I am slowly realizing that I can get almost all of the things at the mercado that I thought I had to schlep to the supermarket, a 25 minute walk, to buy. The plusses of the supermarket are that I can pay with a credit card and don’t have to haggle over prices. Two plusses of the mercado are that it is two blocks from my house and everything is fresh and high-quality.
While the mangos are delicious, flavorful, and huge, there is still room in my heart – and stomach – for chocolate with some frequency. The best chocolate, however, is not available at the mercado or the supermarket. It is found in elusive care packages from our moms that occasionally arrive when the Peruvian postal service decides to let one through!
That is a report that goes directly into my heart. How I loved the markets in Costa Rica. The writing and photos are A+
ReplyDeleteAlison, are the streets and buildings as clean as your photos show? if so, I am beyond surprise.
Tell the chilly Sam that we woke to ten degrees this morning.
The streets in Miraflores are pretty clean. The municipal workers are out in force, all the time, sweeping the streets with handkerchiefs over their mouths and noses to keep out (some of) the pollution and dust, which are omnipresent. Other neighborhoods are not as focused on this. We spent today at a dust-filled park, making us so thankful for where we live here!
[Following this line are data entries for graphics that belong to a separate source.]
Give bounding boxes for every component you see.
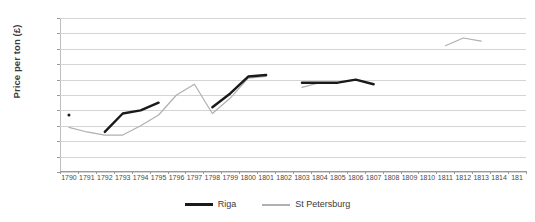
series-line-riga bbox=[302, 80, 374, 85]
x-axis-tick-mark bbox=[508, 171, 509, 174]
legend-item-st-petersburg: St Petersburg bbox=[262, 200, 350, 209]
x-axis-tick-mark bbox=[78, 171, 79, 174]
x-axis-tick-mark bbox=[311, 171, 312, 174]
x-axis-tick-label: 1808 bbox=[384, 174, 400, 181]
legend-item-riga: Riga bbox=[185, 200, 237, 209]
legend-label-st-petersburg: St Petersburg bbox=[295, 200, 350, 209]
x-axis-tick-label: 1799 bbox=[222, 174, 238, 181]
x-axis-tick-label: 1802 bbox=[276, 174, 292, 181]
x-axis-tick-mark bbox=[436, 171, 437, 174]
x-axis-tick-mark bbox=[383, 171, 384, 174]
chart-legend: Riga St Petersburg bbox=[0, 200, 535, 209]
x-axis-tick-mark bbox=[60, 171, 61, 174]
x-axis-tick-mark bbox=[418, 171, 419, 174]
x-axis-tick-label: 1797 bbox=[187, 174, 203, 181]
x-axis-tick-mark bbox=[239, 171, 240, 174]
x-axis-tick-mark bbox=[401, 171, 402, 174]
x-axis-tick-label: 1806 bbox=[348, 174, 364, 181]
x-axis-tick-mark bbox=[454, 171, 455, 174]
x-axis-tick-mark bbox=[185, 171, 186, 174]
x-axis-tick-label: 1805 bbox=[330, 174, 346, 181]
x-axis-tick-mark bbox=[472, 171, 473, 174]
x-axis-tick-label: 1790 bbox=[61, 174, 77, 181]
x-axis-tick-label: 1804 bbox=[312, 174, 328, 181]
x-axis-tick-mark bbox=[526, 171, 527, 174]
x-axis-tick-label: 1809 bbox=[402, 174, 418, 181]
x-axis-tick-mark bbox=[293, 171, 294, 174]
x-axis-tick-mark bbox=[490, 171, 491, 174]
x-axis-tick-mark bbox=[365, 171, 366, 174]
series-line-riga bbox=[212, 75, 266, 107]
data-point-riga bbox=[67, 114, 70, 117]
x-axis-tick-label: 1813 bbox=[473, 174, 489, 181]
x-axis-tick-label: 1803 bbox=[294, 174, 310, 181]
x-axis-tick-label: 1798 bbox=[205, 174, 221, 181]
x-axis-tick-label: 1812 bbox=[455, 174, 471, 181]
riga-line-swatch bbox=[185, 203, 213, 206]
series-layer bbox=[60, 18, 526, 172]
y-axis-title: Price per ton (£) bbox=[11, 2, 22, 122]
price-per-ton-line-chart: Price per ton (£) 0102030405060708090100… bbox=[0, 0, 535, 222]
x-axis-tick-mark bbox=[96, 171, 97, 174]
x-axis-tick-mark bbox=[168, 171, 169, 174]
x-axis-tick-mark bbox=[203, 171, 204, 174]
x-axis-tick-labels: 1790179117921793179417951796179717981799… bbox=[60, 174, 526, 188]
x-axis-tick-label: 181 bbox=[511, 174, 523, 181]
x-axis-tick-label: 1795 bbox=[151, 174, 167, 181]
x-axis-tick-label: 1807 bbox=[366, 174, 382, 181]
x-axis-tick-mark bbox=[150, 171, 151, 174]
x-axis-tick-label: 1792 bbox=[97, 174, 113, 181]
x-axis-tick-mark bbox=[275, 171, 276, 174]
x-axis-tick-mark bbox=[347, 171, 348, 174]
series-line-riga bbox=[105, 103, 159, 132]
st-petersburg-line-swatch bbox=[262, 204, 290, 206]
x-axis-tick-label: 1801 bbox=[258, 174, 274, 181]
x-axis-tick-mark bbox=[221, 171, 222, 174]
x-axis-tick-mark bbox=[132, 171, 133, 174]
x-axis-tick-mark bbox=[257, 171, 258, 174]
x-axis-tick-mark bbox=[114, 171, 115, 174]
x-axis-tick-label: 1800 bbox=[240, 174, 256, 181]
x-axis-tick-label: 1814 bbox=[491, 174, 507, 181]
plot-area: 0102030405060708090100 bbox=[60, 18, 526, 172]
x-axis-tick-label: 1796 bbox=[169, 174, 185, 181]
series-line-st-petersburg bbox=[69, 77, 266, 136]
x-axis-tick-label: 1794 bbox=[133, 174, 149, 181]
x-axis-tick-label: 1793 bbox=[115, 174, 131, 181]
x-axis-tick-mark bbox=[329, 171, 330, 174]
x-axis-tick-label: 1810 bbox=[420, 174, 436, 181]
series-line-st-petersburg bbox=[445, 38, 481, 46]
x-axis-tick-label: 1791 bbox=[79, 174, 95, 181]
x-axis-tick-label: 1811 bbox=[438, 174, 453, 181]
legend-label-riga: Riga bbox=[218, 200, 237, 209]
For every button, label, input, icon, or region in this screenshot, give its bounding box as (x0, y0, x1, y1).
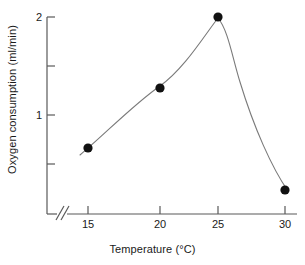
x-tick-label-25: 25 (212, 218, 224, 230)
data-point-25c (213, 12, 222, 21)
y-tick-label-1: 1 (30, 109, 42, 121)
x-tick-label-30: 30 (279, 218, 291, 230)
oxygen-consumption-line-chart (0, 0, 305, 265)
chart-figure: 2 1 15 20 25 30 Temperature (°C) Oxygen … (0, 0, 305, 265)
y-tick-label-2: 2 (30, 11, 42, 23)
x-axis-title: Temperature (°C) (0, 243, 305, 255)
data-point-15c (83, 143, 92, 152)
x-tick-label-20: 20 (154, 218, 166, 230)
data-curve (80, 18, 288, 191)
x-tick-label-15: 15 (82, 218, 94, 230)
y-axis-title: Oxygen consumption (ml/min) (6, 0, 22, 232)
data-point-20c (155, 83, 164, 92)
x-axis-break-icon (56, 206, 69, 220)
data-point-30c (280, 185, 289, 194)
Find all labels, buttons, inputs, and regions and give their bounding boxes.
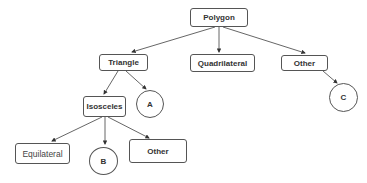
node-polygon: Polygon	[190, 8, 248, 27]
node-b-circle: B	[89, 147, 118, 175]
node-isosceles: Isosceles	[83, 96, 126, 117]
node-c-circle: C	[329, 83, 358, 112]
edge-polygon-triangle	[132, 27, 215, 52]
edge-polygon-other	[223, 27, 305, 53]
edge-triangle-a	[126, 71, 146, 89]
edge-isosceles-equilateral	[52, 117, 102, 141]
node-other-top: Other	[281, 55, 328, 71]
node-triangle: Triangle	[99, 54, 148, 71]
node-other-bottom: Other	[129, 139, 187, 163]
node-equilateral: Equilateral	[15, 143, 70, 164]
node-a-circle: A	[136, 90, 164, 118]
node-quadrilateral: Quadrilateral	[190, 54, 255, 72]
edge-other-c	[323, 71, 337, 83]
edge-isosceles-other	[108, 117, 149, 138]
edge-triangle-isosceles	[104, 71, 118, 94]
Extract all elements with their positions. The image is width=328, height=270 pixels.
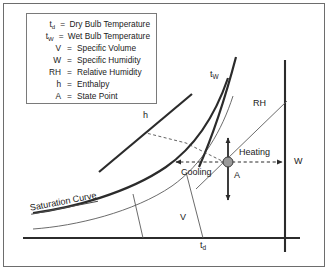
legend-symbol: V <box>27 43 65 53</box>
legend-equals: = <box>59 19 66 29</box>
relative-humidity-label: RH <box>253 99 266 108</box>
enthalpy-projection-line <box>146 133 226 163</box>
legend-equals: = <box>65 79 74 89</box>
legend-symbol: td <box>27 19 59 29</box>
specific-humidity-label: W <box>294 157 303 166</box>
legend-item-specific-humidity: W = Specific Humidity <box>27 55 150 67</box>
legend-equals: = <box>65 55 74 65</box>
dry-bulb-label: td <box>200 241 206 250</box>
state-point-marker <box>223 157 233 167</box>
legend-equals: = <box>65 67 74 77</box>
enthalpy-label: h <box>143 111 148 120</box>
psychrometric-chart-figure: td = Dry Bulb Temperature tW = Wet Bulb … <box>0 0 328 270</box>
legend-symbol: tW <box>27 31 58 41</box>
legend-meaning: Dry Bulb Temperature <box>66 19 150 29</box>
legend-equals: = <box>65 43 74 53</box>
legend-meaning: Wet Bulb Temperature <box>65 31 150 41</box>
legend-symbol: h <box>27 79 65 89</box>
legend-meaning: Specific Humidity <box>74 55 141 65</box>
legend-meaning: Specific Volume <box>74 43 136 53</box>
legend-symbol: A <box>27 91 65 101</box>
specific-volume-line-1 <box>133 194 143 238</box>
legend-item-dry-bulb: td = Dry Bulb Temperature <box>27 19 150 31</box>
legend-symbol: W <box>27 55 65 65</box>
state-point-label: A <box>234 171 240 180</box>
legend-item-enthalpy: h = Enthalpy <box>27 79 150 91</box>
legend-item-wet-bulb: tW = Wet Bulb Temperature <box>27 31 150 43</box>
heating-label: Heating <box>239 148 270 157</box>
cooling-label: Cooling <box>181 168 212 177</box>
relative-humidity-curve <box>33 96 233 229</box>
wet-bulb-label: tW <box>210 70 219 79</box>
enthalpy-line <box>99 94 192 172</box>
legend-item-state-point: A = State Point <box>27 91 150 103</box>
legend-equals: = <box>58 31 65 41</box>
legend-symbol: RH <box>27 67 65 77</box>
legend-meaning: Relative Humidity <box>74 67 142 77</box>
legend: td = Dry Bulb Temperature tW = Wet Bulb … <box>26 13 157 104</box>
legend-meaning: State Point <box>74 91 118 101</box>
legend-item-relative-humidity: RH = Relative Humidity <box>27 67 150 79</box>
specific-volume-line-2 <box>186 172 203 238</box>
legend-item-specific-volume: V = Specific Volume <box>27 43 150 55</box>
legend-meaning: Enthalpy <box>74 79 109 89</box>
specific-volume-label: V <box>180 213 186 222</box>
legend-equals: = <box>65 91 74 101</box>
ReplyDeleteMmmmmm... LOVE the fruits and vegetable pictures! Reminds me of the markets in Mexico. I miss buying fresh produce at markets! Are the mangoes the big green & red ones, or smaller yellow ones or do they have all different varieties? Reading about your experiences, I also remembered a vocab word I haven't used in a long time... regatear. I used to not mind bargaining at all but you get out of the habit when you don't live in a place where you haggle over the cost of food, and everything else!
ReplyDeleteSo far I've only seen the yellow ones, but they are pretty big. There is one giant market specializing in fruits that we checked out when we lived on the other side of Miraflores... if any market has different varieties of mangos, that one would!